04 May 2010

Unbookening will be sorry one day, yes you will, yes you will

(If you're new here, this is the origin of the term unbookening, back when it still had its hyphen [!]; these are all the entries that followed.)

March-April edition:
Received 19 books to review
Checked 9 books out of the library
Borrowed 1 book from a friend
Bought 6 books
Won 1 book in a contest (I am lucky on the Internet right now)
+36

Donated 24 books (OK, so I did do a little spring cleaning)
Gave away 5 books
Returned 12 to the library
-41

Programming notes:
First, this feature is going bimonthly (first definition) until further notice. I'm still trying to reduce my stash of unread books and think about every book I acquire; I just am running out of things to write about that, which is why I have to pull shenanigans like cramming a bunch of non-related material into the bottom of those posts just to keep myself interested, ahem.

Second, Baseball Week is definitely going to happen -- but not till July. I'm thinking the 5th? It will definitely include those Roth and Mahler books, plus two titles to be announced in a few weeks. This doesn't mean that summer of DFW isn't happening, either; I just need to go back to the lab a little bit and perfect my 29-hour day. (Also, make room on my shelves to buy those. Hey, that is slightly relevant!)

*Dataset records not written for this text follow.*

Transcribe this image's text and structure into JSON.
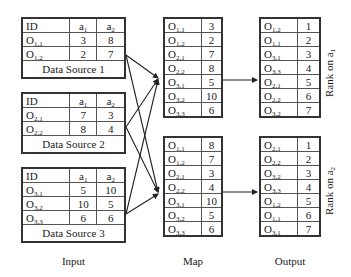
{
  "input": {
    "label": "Input",
    "sources": [
      {
        "caption": "Data Source 1",
        "headers": [
          "ID",
          "a1",
          "a2"
        ],
        "rows": [
          {
            "id_main": "O",
            "id_sub": "1,1",
            "a1": "3",
            "a2": "8"
          },
          {
            "id_main": "O",
            "id_sub": "1,2",
            "a1": "2",
            "a2": "7"
          }
        ]
      },
      {
        "caption": "Data Source 2",
        "headers": [
          "ID",
          "a1",
          "a2"
        ],
        "rows": [
          {
            "id_main": "O",
            "id_sub": "2,1",
            "a1": "7",
            "a2": "3"
          },
          {
            "id_main": "O",
            "id_sub": "2,2",
            "a1": "8",
            "a2": "4"
          }
        ]
      },
      {
        "caption": "Data Source 3",
        "headers": [
          "ID",
          "a1",
          "a2"
        ],
        "rows": [
          {
            "id_main": "O",
            "id_sub": "3,1",
            "a1": "5",
            "a2": "10"
          },
          {
            "id_main": "O",
            "id_sub": "3,2",
            "a1": "10",
            "a2": "5"
          },
          {
            "id_main": "O",
            "id_sub": "3,3",
            "a1": "6",
            "a2": "6"
          }
        ]
      }
    ]
  },
  "map": {
    "label": "Map",
    "tables": [
      {
        "rows": [
          {
            "id_sub": "1,1",
            "v": "3"
          },
          {
            "id_sub": "1,2",
            "v": "2"
          },
          {
            "id_sub": "2,1",
            "v": "7"
          },
          {
            "id_sub": "2,2",
            "v": "8"
          },
          {
            "id_sub": "3,1",
            "v": "5"
          },
          {
            "id_sub": "3,2",
            "v": "10"
          },
          {
            "id_sub": "3,3",
            "v": "6"
          }
        ]
      },
      {
        "rows": [
          {
            "id_sub": "1,1",
            "v": "8"
          },
          {
            "id_sub": "1,2",
            "v": "7"
          },
          {
            "id_sub": "2,1",
            "v": "3"
          },
          {
            "id_sub": "2,2",
            "v": "4"
          },
          {
            "id_sub": "3,1",
            "v": "10"
          },
          {
            "id_sub": "3,2",
            "v": "5"
          },
          {
            "id_sub": "3,3",
            "v": "6"
          }
        ]
      }
    ]
  },
  "output": {
    "label": "Output",
    "tables": [
      {
        "rank_label_main": "Rank on a",
        "rank_label_sub": "1",
        "rows": [
          {
            "id_sub": "1,2",
            "v": "1"
          },
          {
            "id_sub": "1,1",
            "v": "2"
          },
          {
            "id_sub": "3,1",
            "v": "3"
          },
          {
            "id_sub": "3,3",
            "v": "4"
          },
          {
            "id_sub": "2,1",
            "v": "5"
          },
          {
            "id_sub": "2,2",
            "v": "6"
          },
          {
            "id_sub": "3,2",
            "v": "7"
          }
        ]
      },
      {
        "rank_label_main": "Rank on a",
        "rank_label_sub": "2",
        "rows": [
          {
            "id_sub": "2,1",
            "v": "1"
          },
          {
            "id_sub": "2,2",
            "v": "2"
          },
          {
            "id_sub": "3,2",
            "v": "3"
          },
          {
            "id_sub": "3,3",
            "v": "4"
          },
          {
            "id_sub": "1,2",
            "v": "5"
          },
          {
            "id_sub": "1,1",
            "v": "6"
          },
          {
            "id_sub": "3,1",
            "v": "7"
          }
        ]
      }
    ]
  },
  "common": {
    "obj_letter": "O",
    "attr_letter": "a",
    "id_header": "ID",
    "a1_sub": "1",
    "a2_sub": "2"
  }
}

Third, whose hotly anticipated summer novel did I get in the mail to review last week? And whose remaining body of work (four novels and a short-story collection I haven't read yet) am I going to crush into the next four weeks before I get to it, I hope? Stay tuned 'cause I will probably be writing about him and that process soon. (Three unhelpful clues: He was born in the 1960s, he lives in Los Angeles and he has a Twitter account he appears to run himself.)

1 comment:

Wade Garrett said...

I think its important to, as you said, think about the books you acquire. I end up picking up a lot of books for 25 or 50 cents at library sales, or for free from the front stoops of neighborhors who are moving out and want to get rid of them, in the vague hope that I'll get around to them someday. That thinking doesn't work as well in my small New York apartment as it did when I had my parents' entire attic at my disposal.